Transport Insights

The transport stories you won't see in the industry-friendly media

Author

Chris Ames

A year of failure at the DfT

As 2025 ends, I think it might be a good idea to produce a quick run-through of the things Labour hasn’t done on the transport front, and it’s quite a long list.

As I noted last week, promises that the first road safety strategy for a decade would be published by the end of the year have not been met.

There is no sign of a follow-up to the consultation on pavement parking, despite the (Tory) government consultation having closed five years ago.

In November 2024, the then transport secretary, Louise Haigh, set out the government’s vision for the first integrated national transport strategy in over two decades but it has failed to follow that through.

Ministers have given the Lower Thames Crossing planning permission but have yet to nail down how to pay for it and National Highways has a plan, but not the funding to begin to tackle road runoff.

On local roads, £2bn a year has been promised to fill and prevent potholes, but not yet.

Similarly, the legislation to create Great British railways has been introduced, but there is no target date for implementation, other than a statement that “GBR is expected to be operational around 12 months after the bill receives Royal Assent.”

On the other hand, there is some new branding.

Also on the trains, a programme to roll-out contactless payments in South East England beyond London is still some way behind where it should be and a target date to start services on the first bit of East West rail has been missed.

Finally, if we take at face value that ministers really, really want to publish those smart motorway POPE reports that the Department for Transport has been suppressing, as soon as they have a “comms handling plan”, they have failed to deliver that.

Alternatively, they are just happy for now to have swept the bad news under the carpet.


_EXERCISE OBJECTIVE:_
Read through the records below and copy each line that uses the word "Share".

━━ DATA UNDER STUDY ━━

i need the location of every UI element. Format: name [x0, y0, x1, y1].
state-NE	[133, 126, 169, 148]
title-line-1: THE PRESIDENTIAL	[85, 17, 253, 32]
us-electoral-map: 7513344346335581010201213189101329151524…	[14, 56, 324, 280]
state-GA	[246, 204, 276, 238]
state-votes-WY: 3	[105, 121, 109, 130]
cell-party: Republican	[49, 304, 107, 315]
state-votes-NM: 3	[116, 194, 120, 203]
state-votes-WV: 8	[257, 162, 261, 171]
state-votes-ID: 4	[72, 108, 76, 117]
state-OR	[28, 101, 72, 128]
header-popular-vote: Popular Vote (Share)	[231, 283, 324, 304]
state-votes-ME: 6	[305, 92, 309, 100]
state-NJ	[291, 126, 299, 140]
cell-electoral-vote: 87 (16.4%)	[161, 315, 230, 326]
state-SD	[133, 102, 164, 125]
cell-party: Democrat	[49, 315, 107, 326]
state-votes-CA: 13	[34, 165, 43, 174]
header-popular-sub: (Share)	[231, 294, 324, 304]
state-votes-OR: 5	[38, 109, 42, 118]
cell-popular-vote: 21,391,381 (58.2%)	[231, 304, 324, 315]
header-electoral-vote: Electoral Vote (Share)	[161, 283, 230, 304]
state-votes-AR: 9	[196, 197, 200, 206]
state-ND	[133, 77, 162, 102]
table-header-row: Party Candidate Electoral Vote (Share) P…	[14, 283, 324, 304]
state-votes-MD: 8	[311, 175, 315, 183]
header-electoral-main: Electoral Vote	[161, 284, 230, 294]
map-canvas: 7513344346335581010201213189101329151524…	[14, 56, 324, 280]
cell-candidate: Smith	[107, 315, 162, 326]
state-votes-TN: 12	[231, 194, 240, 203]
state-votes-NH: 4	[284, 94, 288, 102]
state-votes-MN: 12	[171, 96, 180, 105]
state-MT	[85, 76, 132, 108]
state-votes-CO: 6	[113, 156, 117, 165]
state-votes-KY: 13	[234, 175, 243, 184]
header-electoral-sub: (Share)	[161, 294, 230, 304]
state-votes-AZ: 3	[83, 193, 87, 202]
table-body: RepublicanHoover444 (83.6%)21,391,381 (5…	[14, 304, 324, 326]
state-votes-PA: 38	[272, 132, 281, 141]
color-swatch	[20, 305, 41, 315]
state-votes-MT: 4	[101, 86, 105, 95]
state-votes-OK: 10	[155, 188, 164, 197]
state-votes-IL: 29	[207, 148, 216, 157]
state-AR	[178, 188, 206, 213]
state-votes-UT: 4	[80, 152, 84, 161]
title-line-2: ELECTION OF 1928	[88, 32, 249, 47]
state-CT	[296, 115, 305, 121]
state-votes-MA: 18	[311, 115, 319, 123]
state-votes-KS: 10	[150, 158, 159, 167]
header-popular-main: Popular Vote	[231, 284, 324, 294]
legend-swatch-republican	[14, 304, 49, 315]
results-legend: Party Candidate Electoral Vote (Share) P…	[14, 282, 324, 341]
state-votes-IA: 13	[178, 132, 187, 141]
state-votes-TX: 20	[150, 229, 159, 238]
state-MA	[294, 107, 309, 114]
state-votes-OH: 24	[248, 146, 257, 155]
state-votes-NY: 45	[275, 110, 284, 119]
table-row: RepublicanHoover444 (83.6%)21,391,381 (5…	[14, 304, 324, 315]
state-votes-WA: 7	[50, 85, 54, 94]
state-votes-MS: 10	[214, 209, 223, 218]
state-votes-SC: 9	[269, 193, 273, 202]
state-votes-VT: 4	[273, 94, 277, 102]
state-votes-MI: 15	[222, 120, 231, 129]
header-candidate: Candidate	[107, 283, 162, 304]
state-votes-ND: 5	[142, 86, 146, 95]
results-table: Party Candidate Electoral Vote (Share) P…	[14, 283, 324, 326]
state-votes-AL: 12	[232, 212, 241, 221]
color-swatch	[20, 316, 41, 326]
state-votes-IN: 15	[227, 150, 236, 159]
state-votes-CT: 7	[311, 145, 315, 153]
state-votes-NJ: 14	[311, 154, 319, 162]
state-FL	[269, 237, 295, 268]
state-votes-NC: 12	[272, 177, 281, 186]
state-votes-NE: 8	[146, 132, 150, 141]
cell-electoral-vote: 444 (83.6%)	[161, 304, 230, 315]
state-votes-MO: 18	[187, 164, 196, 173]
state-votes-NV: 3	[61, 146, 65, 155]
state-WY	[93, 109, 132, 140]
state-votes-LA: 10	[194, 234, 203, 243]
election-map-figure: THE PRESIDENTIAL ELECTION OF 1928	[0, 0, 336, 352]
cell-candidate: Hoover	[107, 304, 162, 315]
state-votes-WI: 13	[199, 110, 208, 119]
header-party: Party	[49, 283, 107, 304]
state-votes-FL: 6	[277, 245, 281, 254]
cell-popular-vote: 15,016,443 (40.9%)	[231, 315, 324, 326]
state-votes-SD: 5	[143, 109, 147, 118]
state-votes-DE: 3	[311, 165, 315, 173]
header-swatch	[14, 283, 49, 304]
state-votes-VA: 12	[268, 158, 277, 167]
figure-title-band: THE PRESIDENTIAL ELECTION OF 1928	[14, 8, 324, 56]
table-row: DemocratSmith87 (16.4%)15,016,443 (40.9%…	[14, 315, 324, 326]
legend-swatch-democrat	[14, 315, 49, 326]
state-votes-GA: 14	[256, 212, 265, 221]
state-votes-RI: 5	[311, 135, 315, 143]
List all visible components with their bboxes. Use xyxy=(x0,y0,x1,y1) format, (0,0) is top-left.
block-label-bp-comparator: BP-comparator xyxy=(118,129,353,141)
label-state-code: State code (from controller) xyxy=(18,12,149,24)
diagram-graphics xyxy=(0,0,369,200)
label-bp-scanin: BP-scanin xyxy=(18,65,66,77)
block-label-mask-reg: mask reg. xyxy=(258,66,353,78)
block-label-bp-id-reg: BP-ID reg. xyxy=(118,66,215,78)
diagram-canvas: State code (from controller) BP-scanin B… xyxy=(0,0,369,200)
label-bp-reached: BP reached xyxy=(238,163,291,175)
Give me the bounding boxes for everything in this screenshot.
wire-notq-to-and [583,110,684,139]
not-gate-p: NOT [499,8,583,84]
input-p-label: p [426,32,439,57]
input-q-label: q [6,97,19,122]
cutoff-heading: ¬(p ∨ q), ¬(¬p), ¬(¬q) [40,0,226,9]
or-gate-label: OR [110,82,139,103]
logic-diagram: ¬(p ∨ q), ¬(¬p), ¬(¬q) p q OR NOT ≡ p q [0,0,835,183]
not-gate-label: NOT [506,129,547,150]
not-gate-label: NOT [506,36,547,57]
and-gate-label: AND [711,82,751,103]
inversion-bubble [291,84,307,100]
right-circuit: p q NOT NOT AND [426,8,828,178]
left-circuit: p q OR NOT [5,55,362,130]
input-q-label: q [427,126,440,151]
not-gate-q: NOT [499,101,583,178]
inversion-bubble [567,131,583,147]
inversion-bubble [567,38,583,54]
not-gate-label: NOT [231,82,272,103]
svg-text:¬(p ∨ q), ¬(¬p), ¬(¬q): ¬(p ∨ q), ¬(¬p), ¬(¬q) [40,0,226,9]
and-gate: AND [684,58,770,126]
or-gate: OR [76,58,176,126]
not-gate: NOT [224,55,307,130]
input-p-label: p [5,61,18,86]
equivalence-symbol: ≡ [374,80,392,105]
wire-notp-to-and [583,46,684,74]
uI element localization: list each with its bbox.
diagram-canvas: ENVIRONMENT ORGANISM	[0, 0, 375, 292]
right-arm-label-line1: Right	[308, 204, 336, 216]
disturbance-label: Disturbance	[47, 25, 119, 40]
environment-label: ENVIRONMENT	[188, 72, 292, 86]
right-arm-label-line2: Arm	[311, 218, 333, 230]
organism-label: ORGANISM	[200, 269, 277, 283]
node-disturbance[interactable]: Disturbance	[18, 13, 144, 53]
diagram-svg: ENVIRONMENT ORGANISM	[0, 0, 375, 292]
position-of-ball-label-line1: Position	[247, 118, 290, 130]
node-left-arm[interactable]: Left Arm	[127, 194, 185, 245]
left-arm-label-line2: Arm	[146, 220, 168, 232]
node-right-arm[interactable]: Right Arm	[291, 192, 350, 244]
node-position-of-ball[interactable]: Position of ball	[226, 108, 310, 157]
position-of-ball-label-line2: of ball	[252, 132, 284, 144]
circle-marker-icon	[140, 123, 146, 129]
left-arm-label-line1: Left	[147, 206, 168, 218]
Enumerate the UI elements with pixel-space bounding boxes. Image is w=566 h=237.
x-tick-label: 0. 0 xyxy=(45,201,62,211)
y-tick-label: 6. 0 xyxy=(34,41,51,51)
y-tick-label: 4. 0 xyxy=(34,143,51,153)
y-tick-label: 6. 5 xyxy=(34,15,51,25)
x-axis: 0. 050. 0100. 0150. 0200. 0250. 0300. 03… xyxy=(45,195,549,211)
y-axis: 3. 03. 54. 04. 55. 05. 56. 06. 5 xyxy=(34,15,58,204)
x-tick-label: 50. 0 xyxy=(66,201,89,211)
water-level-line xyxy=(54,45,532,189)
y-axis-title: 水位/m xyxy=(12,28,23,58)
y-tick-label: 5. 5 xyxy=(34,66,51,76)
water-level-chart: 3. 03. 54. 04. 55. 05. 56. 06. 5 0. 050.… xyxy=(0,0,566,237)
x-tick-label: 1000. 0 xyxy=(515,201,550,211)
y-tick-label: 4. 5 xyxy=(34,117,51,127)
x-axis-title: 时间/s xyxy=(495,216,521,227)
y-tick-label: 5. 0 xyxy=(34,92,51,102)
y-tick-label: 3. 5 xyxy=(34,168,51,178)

━━━

_ANSWER SECTION:_
header-popular-vote: Popular Vote (Share)	[231, 283, 324, 304]
header-popular-sub: (Share)	[231, 294, 324, 304]
header-electoral-vote: Electoral Vote (Share)	[161, 283, 230, 304]
table-header-row: Party Candidate Electoral Vote (Share) P…	[14, 283, 324, 304]
header-electoral-sub: (Share)	[161, 294, 230, 304]
results-legend: Party Candidate Electoral Vote (Share) P…	[14, 282, 324, 341]
results-table: Party Candidate Electoral Vote (Share) P…	[14, 283, 324, 326]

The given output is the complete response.